An old friend of mine started talking about Guerilla SOA a few years back and got into some interesting debates around it. Ignoring the fact that some of G-SOA is flack about the need (or not) for vendor specific SOIs (always a good thing to push if you're working for a consultancy firm), one of the important aspects that I take from this is the incremental approach to SOA. Whatever you call it, the concept of taking things one step at a time when you approach SOA rather than trying to do a big bang approach is fairly obvious and intuitive. We're used to working in that way for many different things: you don't have to know all of Java in order to write HelloWorld; you don't have to understand how your car engine works in order to drive it etc. etc.
This incremental approach to SOA is something we've been pushing since the very early days of JBossESB and it's embodied in the latest release of our SOA Platform. The feedback we've been getting is overwhelmingly positive, so we've also been doing this within Overlord. I'm not sure if we'll call this Guerilla Governance (G-Governance?) but the principles are the same: start small and build up as you gain experience and as your needs evolve. A flexible SOA Governance infrastructure should adapt to you while at the same time encouraging good governance practices so that you can adapt to it. This is why we've started with things like DNA/Guvnor and Process Governance, as they satisfy well defined needs on an independent basis but also within the whole Overlord infrastructure as and when we get there. SAMM is a little more invasive as far as governance is concerned, as is the forthcoming work on Policy Enforcement Points and SLAs. But more on them in the future.
So if you're looking to deploy your favourite SOI and are concerned about governance, don't think you necessarily have to buy in a complete solution immediately. (I'm not even sure there is such a thing as a complete solution!) Look for something that can grow with you and even better, something that you can influence with your own policies and approaches to governance.
And if you're using JBossESB or our SOA Platform, take a look at the Process Governance work. As soon as you start to tie together more than a couple of services, something like this (helping you to write and enforce provable correct choreographies between arbitrary services and across arbitrary complexities) is essential.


_PROBLEM TO SOLVE_. Give every line below again, exactly as it appears.

_DATA PROVIDED_.

----------------

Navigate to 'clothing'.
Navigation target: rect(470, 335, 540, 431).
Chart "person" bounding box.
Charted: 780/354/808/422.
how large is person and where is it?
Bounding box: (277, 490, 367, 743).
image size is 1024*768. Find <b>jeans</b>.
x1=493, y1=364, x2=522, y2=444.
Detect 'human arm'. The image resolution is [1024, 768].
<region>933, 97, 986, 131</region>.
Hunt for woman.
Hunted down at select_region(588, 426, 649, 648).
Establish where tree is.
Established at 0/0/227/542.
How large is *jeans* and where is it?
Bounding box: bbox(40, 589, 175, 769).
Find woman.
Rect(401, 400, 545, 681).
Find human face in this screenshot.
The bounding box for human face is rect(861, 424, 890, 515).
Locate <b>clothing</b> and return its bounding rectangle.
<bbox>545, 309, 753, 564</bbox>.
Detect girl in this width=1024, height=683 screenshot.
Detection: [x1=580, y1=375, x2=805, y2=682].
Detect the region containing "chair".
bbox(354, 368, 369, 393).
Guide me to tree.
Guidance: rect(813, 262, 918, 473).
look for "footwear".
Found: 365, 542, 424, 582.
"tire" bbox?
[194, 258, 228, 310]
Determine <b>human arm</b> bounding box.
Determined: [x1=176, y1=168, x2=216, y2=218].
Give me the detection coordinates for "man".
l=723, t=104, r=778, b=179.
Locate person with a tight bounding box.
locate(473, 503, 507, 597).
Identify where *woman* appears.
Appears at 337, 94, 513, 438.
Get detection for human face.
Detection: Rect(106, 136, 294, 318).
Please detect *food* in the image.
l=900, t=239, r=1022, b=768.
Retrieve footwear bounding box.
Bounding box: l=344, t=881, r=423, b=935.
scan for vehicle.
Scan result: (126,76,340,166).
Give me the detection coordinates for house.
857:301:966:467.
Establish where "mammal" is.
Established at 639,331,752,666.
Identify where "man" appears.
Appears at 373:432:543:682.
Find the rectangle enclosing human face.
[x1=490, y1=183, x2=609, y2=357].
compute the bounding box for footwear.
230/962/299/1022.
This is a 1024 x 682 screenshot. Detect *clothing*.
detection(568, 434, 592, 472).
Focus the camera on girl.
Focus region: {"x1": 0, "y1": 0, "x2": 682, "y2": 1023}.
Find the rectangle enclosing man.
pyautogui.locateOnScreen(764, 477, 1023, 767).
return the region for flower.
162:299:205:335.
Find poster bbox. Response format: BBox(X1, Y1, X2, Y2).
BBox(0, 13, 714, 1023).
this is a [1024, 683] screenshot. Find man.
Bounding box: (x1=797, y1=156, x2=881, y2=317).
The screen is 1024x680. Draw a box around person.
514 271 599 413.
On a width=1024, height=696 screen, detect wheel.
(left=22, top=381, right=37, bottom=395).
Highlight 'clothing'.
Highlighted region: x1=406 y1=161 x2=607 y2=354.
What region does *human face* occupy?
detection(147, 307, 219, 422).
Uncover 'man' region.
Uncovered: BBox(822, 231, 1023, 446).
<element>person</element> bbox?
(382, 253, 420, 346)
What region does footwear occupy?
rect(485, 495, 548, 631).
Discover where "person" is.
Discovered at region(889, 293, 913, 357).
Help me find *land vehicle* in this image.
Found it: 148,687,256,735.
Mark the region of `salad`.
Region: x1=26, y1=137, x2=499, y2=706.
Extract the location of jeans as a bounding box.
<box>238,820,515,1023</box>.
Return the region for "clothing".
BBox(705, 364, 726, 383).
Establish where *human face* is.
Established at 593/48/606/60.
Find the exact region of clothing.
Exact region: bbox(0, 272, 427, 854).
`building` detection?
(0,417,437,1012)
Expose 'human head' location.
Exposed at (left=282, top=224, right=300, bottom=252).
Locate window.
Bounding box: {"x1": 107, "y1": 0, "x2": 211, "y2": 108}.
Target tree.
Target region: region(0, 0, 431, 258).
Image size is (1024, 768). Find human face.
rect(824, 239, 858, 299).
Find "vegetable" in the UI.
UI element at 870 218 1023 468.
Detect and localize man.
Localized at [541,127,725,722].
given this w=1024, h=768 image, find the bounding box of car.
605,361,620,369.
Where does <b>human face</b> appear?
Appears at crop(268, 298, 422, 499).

----------------

_SOLVED PROBLEM_.
Navigate to 'clothing'.
Navigation target: rect(470, 335, 540, 431).
Chart "person" bounding box.
Charted: 780/354/808/422.
how large is person and where is it?
Bounding box: (277, 490, 367, 743).
image size is 1024*768. Find <b>jeans</b>.
x1=493, y1=364, x2=522, y2=444.
Detect 'human arm'. The image resolution is [1024, 768].
<region>933, 97, 986, 131</region>.
Hunt for woman.
Hunted down at select_region(588, 426, 649, 648).
Establish where tree is.
Established at 0/0/227/542.
How large is *jeans* and where is it?
Bounding box: bbox(40, 589, 175, 769).
Find woman.
Rect(401, 400, 545, 681).
Find human face in this screenshot.
The bounding box for human face is rect(861, 424, 890, 515).
Locate <b>clothing</b> and return its bounding rectangle.
<bbox>545, 309, 753, 564</bbox>.
Detect girl in this width=1024, height=683 screenshot.
Detection: [x1=580, y1=375, x2=805, y2=682].
Detect the region containing "chair".
bbox(354, 368, 369, 393).
Guide me to tree.
Guidance: rect(813, 262, 918, 473).
look for "footwear".
Found: 365, 542, 424, 582.
"tire" bbox?
[194, 258, 228, 310]
Determine <b>human arm</b> bounding box.
Determined: [x1=176, y1=168, x2=216, y2=218].
Give me the detection coordinates for "man".
l=723, t=104, r=778, b=179.
Locate person with a tight bounding box.
locate(473, 503, 507, 597).
Identify where *woman* appears.
Appears at 337, 94, 513, 438.
Get detection for human face.
Detection: Rect(106, 136, 294, 318).
Please detect *food* in the image.
l=900, t=239, r=1022, b=768.
Retrieve footwear bounding box.
Bounding box: l=344, t=881, r=423, b=935.
scan for vehicle.
Scan result: (126,76,340,166).
Give me the detection coordinates for house.
857:301:966:467.
Establish where "mammal" is.
Established at 639,331,752,666.
Identify where "man" appears.
Appears at 373:432:543:682.
Find the rectangle enclosing human face.
[x1=490, y1=183, x2=609, y2=357].
compute the bounding box for footwear.
230/962/299/1022.
This is a 1024 x 682 screenshot. Detect *clothing*.
detection(568, 434, 592, 472).
Focus the camera on girl.
Focus region: {"x1": 0, "y1": 0, "x2": 682, "y2": 1023}.
Find the rectangle enclosing man.
pyautogui.locateOnScreen(764, 477, 1023, 767).
return the region for flower.
162:299:205:335.
Find poster bbox. Response format: BBox(X1, Y1, X2, Y2).
BBox(0, 13, 714, 1023).
this is a [1024, 683] screenshot. Find man.
Bounding box: (x1=797, y1=156, x2=881, y2=317).
The screen is 1024x680. Draw a box around person.
514 271 599 413.
On a width=1024, height=696 screen, detect wheel.
(left=22, top=381, right=37, bottom=395).
Highlight 'clothing'.
Highlighted region: x1=406 y1=161 x2=607 y2=354.
What region does *human face* occupy?
detection(147, 307, 219, 422).
Uncover 'man' region.
Uncovered: BBox(822, 231, 1023, 446).
<element>person</element> bbox?
(382, 253, 420, 346)
What region does footwear occupy?
rect(485, 495, 548, 631).
Discover where "person" is.
Discovered at region(889, 293, 913, 357).
Help me find *land vehicle* in this image.
Found it: 148,687,256,735.
Mark the region of `salad`.
Region: x1=26, y1=137, x2=499, y2=706.
Extract the location of jeans as a bounding box.
<box>238,820,515,1023</box>.
Return the region for "clothing".
BBox(705, 364, 726, 383).
Establish where *human face* is.
Established at 593/48/606/60.
Find the exact region of clothing.
Exact region: bbox(0, 272, 427, 854).
`building` detection?
(0,417,437,1012)
Expose 'human head' location.
Exposed at (left=282, top=224, right=300, bottom=252).
Locate window.
Bounding box: {"x1": 107, "y1": 0, "x2": 211, "y2": 108}.
Target tree.
Target region: region(0, 0, 431, 258).
Image size is (1024, 768). Find human face.
rect(824, 239, 858, 299).
Find "vegetable" in the UI.
UI element at 870 218 1023 468.
Detect and localize man.
Localized at [541,127,725,722].
given this w=1024, h=768 image, find the bounding box of car.
605,361,620,369.
Where does <b>human face</b> appear?
Appears at crop(268, 298, 422, 499).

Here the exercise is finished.